Communities

Text, Talk, Vote seeks successful formula to engage young voters in local elections

Georgia Hollister Isman is project manager for Text, Talk, Vote Akron, and Carolyn J. Lukensmeyer, Ph.D., is executive director of the National Institute for Civil Discourse at the University of Arizona. With $50,000 in support from Knight Foundation, the institute will engage young voters in nonpartisan discussions about the upcoming Akron, Ohio, mayoral election through text messaging. Photo: University of Akron campus by Shane Wynn/AkronStock.

Something magical happens when people talk to their peers about politics. They hone their ideas. They get new ones. They learn about the issues affecting their neighbors and about local politicians. The reality that politics is something we are all in together and voting is a community act becomes clear. Participants in these conversations become better informed, more connected to their community, and more likely to actually vote.

It is easy to imagine this kind of conversation happening in a barbershop or a diner among baby boomers or older voters. But it is hard to picture where and how millennials would have same kind of conversation.

Text, Talk, Vote seeks to recreate the kind of conversation your grandfather might have in a barbershop, but in a way that is confortable for young people. It creates a small group of people, who can then participate in face-to-face conversations enabled by text messages. Participants talk about what issues are important to them, how voting will make a difference and how they would like to be communicated with by their local officials. As participants text their replies and ideas, they can see what other groups of young people are talking about in real time. Anonymous data from these conversations is shared with the media and the candidates, amplifying the voices of young voters in the public debate.

In a pilot study, the results of Text, Talk, Vote were pretty awesome. More than half of participants reported gaining new ideas and perspective about politics. More importantly, of the half of participants who said they were not planning to vote before the conversation, 40 percent said just this one simple conversation made them want to vote. In the world of voter turnout, that is a huge number.

This fall the National Institute for Civil Discourse, which works to promote substantive and meaningful conversations about politics and policy all over the country, received $50,000 in support from Knight Foundation to do a larger pilot of Text, Talk, Vote in the Knight community of Akron, Ohio. The institute will work with dozens of Akron schools, community organizations and individuals to organize small, text-enabled conversations, specifically about the Akron mayoral election.

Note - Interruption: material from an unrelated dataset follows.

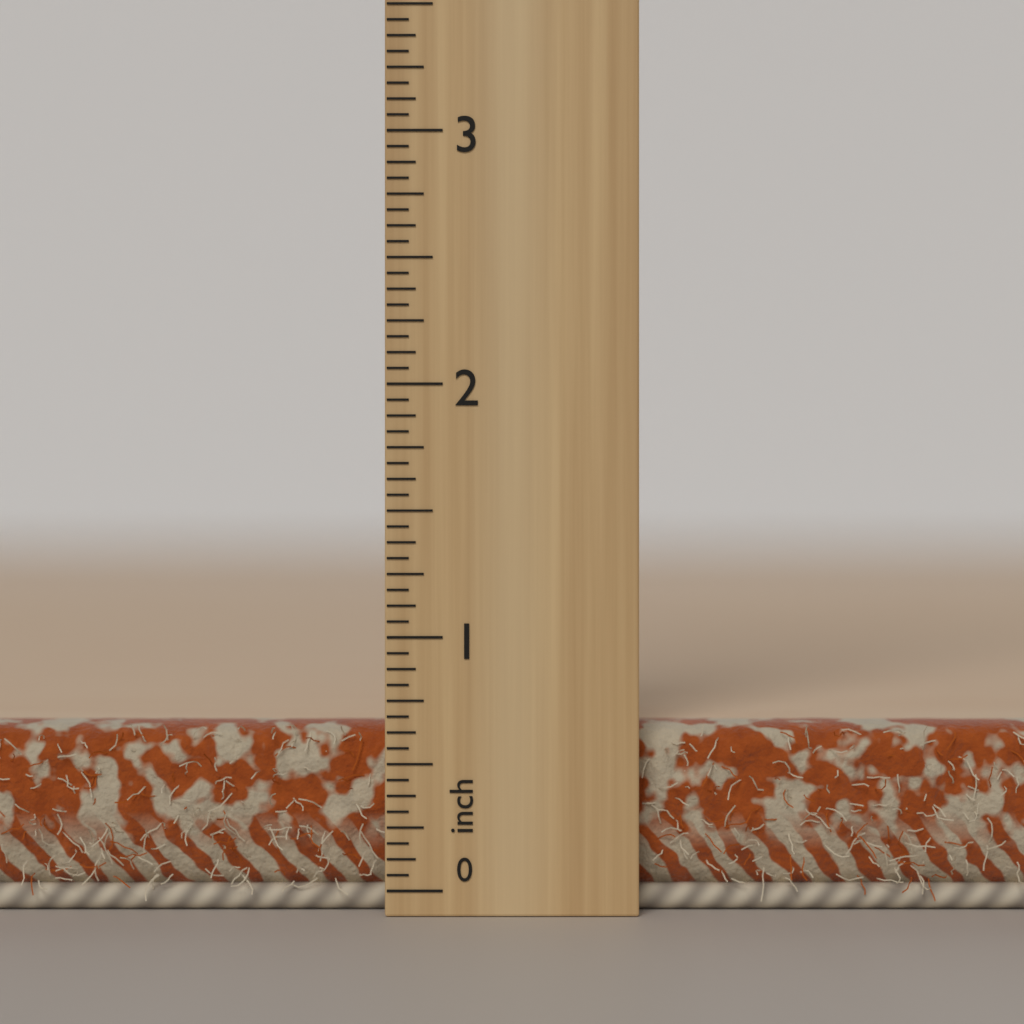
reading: 0.6500 in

The Akron pilot is the first foray of Text, Talk, Vote into city politics. Engagement of millennials in city elections is especially important. Millennials increasing live in cities and are active participants in their culture, yet their engagement in local elections is even lower than their engagement in national ones. At the same time, many political decisions cities make now—to invest in public transit, for example—will have major impacts on young voters for decades to come. New ways of engaging millennials meaningfully on the city level are desperately needed.

At the same time, if Text, Talk, Vote proves effective at boosting turnout of young voters in Akron, it is poised to become a tool with much bigger impact as we roll it out in cities all over the country for the national election in 2016. The National Institute for Civil Discourse plans for Text, Talk, Vote to be a national campaign in 2016, focused on swing states and states where turnout is lowest, but available to everyone who wants to engage young voters in meaningful conversation about our democracy.